Feds reverse asbestos course after PQ withdraws support
On the heels of Quebec’s new government rejecting the province’s profitable yet controversial export of asbestos, Ottawa will no longer veto the global push to list the chrysotile form of the silicate mineral as a hazardous material.
With the Parti Quebecois (PQ) elected earlier in September 2012, it immediately cancelled a $58-million loan promised by the previous Liberal provincial government, which would have reopened Canada’s last asbestos mine in Quebec’s Eastern Townships.
Quebec is the only Canadian province to still deal in asbestos.
“…The federal government probably saw a chance to take a new approach and score some positive press,” environmental lawyer and author, David McRobert, told HazMat Management magazine. " (NOTE: The government made the announcement at 3 pm on a Friday afternoon, the favourite time for announcing news that is embarrassing to the government and that they want to bury. The Harper government hates to back down on anything and admit defeat, which it had to do with this announcement. KR) …The federal government has taken a beating politically on its environmental and social policies since initiating sweeping reforms to environmental laws as part of its 2012 Budget Implementation Bill."
McRobert recently released his book Risky Business: The Use, Management, Transport and Disposal of Asbestos in Ontario. He dedicated the book to his father, “who suffered terribly from respiratory difficulties in the last decade of his life…likely attributable to asbestos exposure in his late teens and early twenties,” McRobert wrote.

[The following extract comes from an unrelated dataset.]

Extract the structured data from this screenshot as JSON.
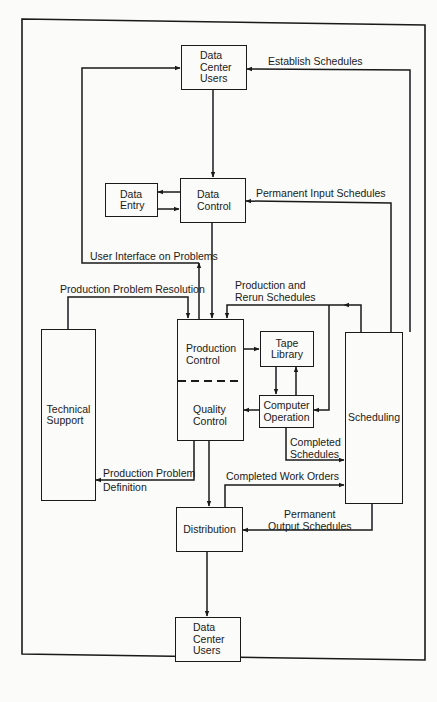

Asbestos is commonly associated with asbestosis and pleural abnormalities (mesothelioma, lung cancer).
McRobert believes the new asbestos stance – long encouraged by Health Canada – has been in the “policy hopper” since the 2010 federal election.
Defenders of asbestos have argued in recent years that if handled and stored properly, the chyrsotile form of the mineral isn’t as dangerous as it’s often portrayed. Critics, however, have countered that cash-strapped developing countries still using the substance as an insulatory building material can rarely make such safety guarantees.
Five other forms of asbestos are already covered under the Rotterdam Convention, but the federal Canadian government had previously blocked the chrysotile form of asbestos from being listed on several occasions, most recently at a summit last year in Switzerland. The convention requires a consensus of its members to list a substance.
Canada’s new position leaves Russia in the asbestos-filled hotseat, speculates Kathleen Ruff, a contributor to the forthcoming issue of HazMat Management magazine. She says Russia will, in 2013, be a party to the Rotterdam Convention. It’s currently the world’s largest exporter of asbestos, exporting 748,000 tonnes in 2011.
“Will Russia pick up Canada’s role of saboteur of the Convention? It may well try to do so,” writes Ruff, author of Exporting Harm: How Canada Markets Asbestos to the Developing World, and a senior human rights adviser to the Rideau Institute. “If so, enormous pressure will be exerted by the more than a hundred other countries present and, as did former USSR member countries Kazakhstan, Kyrgyzstan and Ukraine at the 2011 conference, Russia may find itself obliged to go along with the huge global consensus to list chrysotile asbestos as a hazardous substance.”
In terms of the economic impact of removing asbestos from Quebec’s exports, McRobert says the feds’ plan is likely to come up short.
“What also was extraordinary is that the announcement was made less than four days after the election by the federal Minister of Industry, Christian Paradis, in his constituency of Thetford Mines. Paradis also announced that Ottawa will provide $50 million to enable workers to retrain in other fields of work, a position that was advocated by anti-asbestos activists for several decades.”
Still, McRobert doubts that the promised retraining programs will, in the long term, deliver the levels of income and employment in rural areas of Quebec that asbestos mining did in the past.
"In the meantime hundreds of workers in our region are without jobs, are living in uncertainty and hoping the mine will reopen…. Madame [Pauline] Marois has clearly made her decision,” Paradis said in an announcement September 14, 2012. “So our government has made a decision that it’s now time to look after our communities, workers and families.”
The Jeffrey Mine was expected to reopen in summer 2013 and produce and export 250,000 tonnes of asbestos per year over the next 20 years. It would have created 425 jobs directly and 1,000 indirectly.